Book Review: City on Fire is a longing for the Aligarh that was

Zeyad Masroor Khan’s City on Fire : A Boyhood in Aligarh is a compulsively readable personal account of coming of age as an Indian Muslim man and, at the same time, it is also an oral history of Aligarh, writes Drishya Maity.

Zeyad Masroor Khan’s memoir City on Fire: A Boyhood in Aligarh begins with the haunting memory of a brutal, bloody riot that engulfed Farsh Manzil—Khan’s ancestral home and the “unofficial line of control” between Hindu-majority Kanwari Ganj and Muslim-majority Upar Kot—when his sister was pregnant with her first child, and ends with a question: when a young Khan asks his father why he didn’t leave Aligarh for Pakistan like his brothers had, his father responds, “How could I ever live if I left my home?
In the 300-odd pages in-between, Khan takes us through his formative years in Aligarh (Childhood and Boyhood, Parts I and II of the book) and Delhi (Manhood, Part III of the book) as a Muslim man, and examines, among other ideas, the very notion of what it means to be a Muslim at home in India today — especially in a city like Aligarh, where, in Khan’s words, “the idea of Pakistan is said to be born”.
Khan’s Aligarh is a city where the banality of evil bares its face, where communal violence is a way of life and riots break out with alarming regularity, where neighbours one knows turn murderous when a clash breaks out, and families are forced to abandon homes that are set on fire during riots to save their lives, where the only person standing between an angry Hindu mob and a school bus full of Muslim children and teachers is a Hindu man who refuses to open the door and allow a massacre.
There are echoes of the exiled Austrian-Jewish writer Stefan Zweig here—after all, history repeats itself—who in his posthumously-published memoir The World of Yesterday wrote about losing Vienna to the Nazis in the prelude to World War II with a similar foreboding presentiment of the forthcoming catastrophe. But Khan is far more precise and unsentimental in his examination of the rot at the foundations of Aligarh—and Indian society at large—where, instead of fostering shared cultural values, the fraught co-existence of Hindus and Muslims in close proximity often creates mistrust, malice, and deep antipathy towards the other which inevitably fester into riots.
If I had to sum up City on Fire in a single word, I’d choose the Welsh word hiraeth,which refers to a deep longing for something, someone, or somewhere that is now long gone or perhaps never was — an yearning for ancient places to which we cannot return and our grief for them. But that would be too simple, and this is not a simple book. It is a compulsively readable personal account of coming of age as an Indian Muslim man in an increasingly communal, majoritarian, and intolerant country where Muslims are so often and so easily alienated, isolated, othered, and vilified for how they speak, pray, dress, eat, and live their lives simply because of their faith, yes, but it is also an oral history of Aligarh told, at times, with sardonic tongue-in-cheek humour, and more often with the tenderness of a citizen already grieving and grappling with the loss of his city. As I sat in my study after turning over the final pages of City of Fire, I could not help but think of the following lines from the 20th century Greek Alexandrian poet—and like Khan, also a journalist—Constantine P. Cavafy’s 1911 poem The God abandons Anthony in which Cavafy explored and examined a similar sense of loss for Alexandria — the city of his birth:

As one long prepared, and graced with courage,
as is right for you who proved worthy of this kind of city,
go firmly to the window and listen with deep emotion, 
but not with the whining, the pleas of a coward;
listen—your final delectation—to the voices,
to the exquisite music of that strange procession,
and say goodbye to her, to the Alexandria you are losing.

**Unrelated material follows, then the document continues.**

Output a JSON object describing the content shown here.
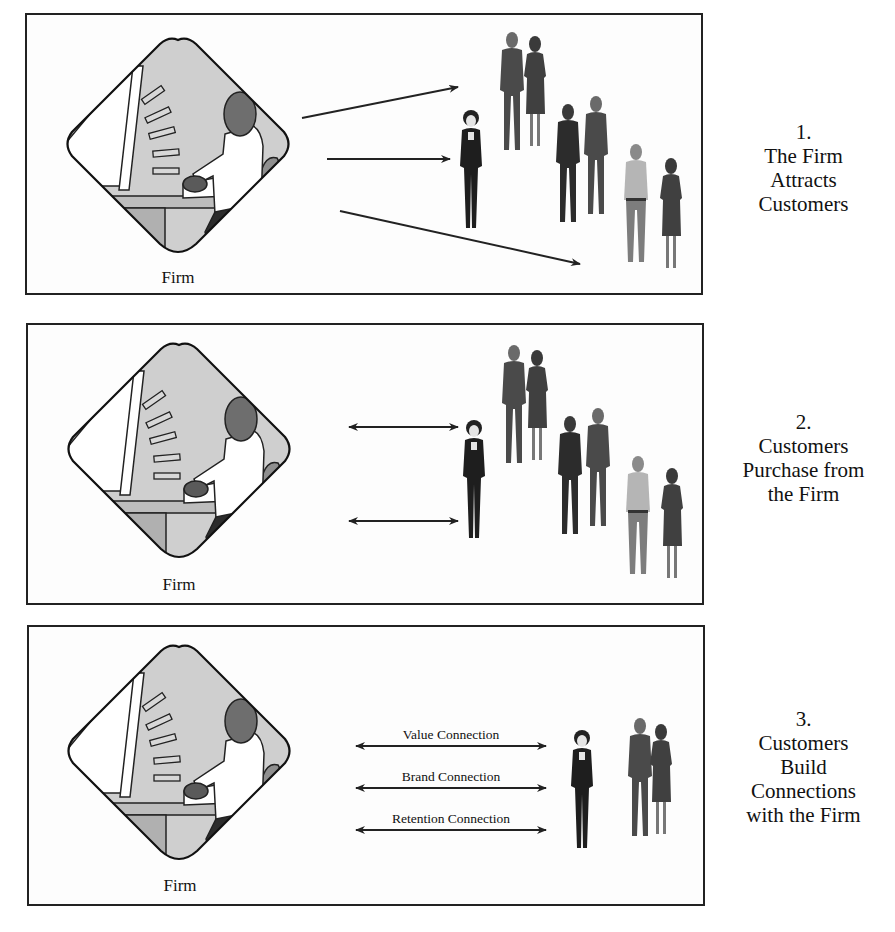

The many personal anecdotes Khan candidly recounts in City of Fire are laced with the same lingering sense of loss and yearning. Except—unlike Cavafy’s hero who accepts the loss of his city with grace and courage—Khan subverts his sense of loss and asserts his hope for Aligarh on the last pages of his memoir. He writes:
I will never have the courage to completely abandon my home, Aligarh — a beautiful curse, the city that I loved and hated but made me what I am today, the city where my father had chosen to stay and where he was buried. I was sure, like a phoenix, Aligarh would rise up again from the ashes, until it found a way to heal itself and all of us inside it.

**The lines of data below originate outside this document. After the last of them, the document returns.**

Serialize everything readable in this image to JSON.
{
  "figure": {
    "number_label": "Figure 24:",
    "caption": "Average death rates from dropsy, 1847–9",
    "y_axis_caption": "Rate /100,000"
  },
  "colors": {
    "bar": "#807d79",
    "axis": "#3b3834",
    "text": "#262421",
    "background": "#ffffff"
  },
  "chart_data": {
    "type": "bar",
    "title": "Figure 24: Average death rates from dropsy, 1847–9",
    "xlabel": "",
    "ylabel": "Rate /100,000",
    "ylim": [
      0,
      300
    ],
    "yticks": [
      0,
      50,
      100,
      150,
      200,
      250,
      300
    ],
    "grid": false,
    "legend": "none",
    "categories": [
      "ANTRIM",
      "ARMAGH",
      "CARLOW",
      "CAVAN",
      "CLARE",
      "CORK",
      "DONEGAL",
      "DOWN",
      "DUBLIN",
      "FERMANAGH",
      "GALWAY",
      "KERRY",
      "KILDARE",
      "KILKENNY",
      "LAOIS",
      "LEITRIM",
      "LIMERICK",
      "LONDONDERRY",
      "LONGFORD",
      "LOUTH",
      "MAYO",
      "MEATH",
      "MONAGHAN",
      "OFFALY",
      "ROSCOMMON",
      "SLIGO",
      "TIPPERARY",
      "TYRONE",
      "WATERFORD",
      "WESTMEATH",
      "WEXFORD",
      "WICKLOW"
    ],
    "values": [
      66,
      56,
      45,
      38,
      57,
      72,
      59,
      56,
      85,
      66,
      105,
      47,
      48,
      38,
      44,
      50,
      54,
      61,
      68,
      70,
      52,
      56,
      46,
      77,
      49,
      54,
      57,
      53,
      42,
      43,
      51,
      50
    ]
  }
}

Pick up Zeyad Masroor Khan’s City on Fire from any Kunzum store or WhatsApp +91.8800200280 to order. Buy the book(s) and the coffee’s on us.


About the author:
Drishya Maity (he/him ⸱ b. 1997) is a writer + artist based in Kolkata, India. He was shortlisted for the Mogford Prize for Food & Drink Writing and nominated for the BBA Photography Prize – One Shot Award in 2022.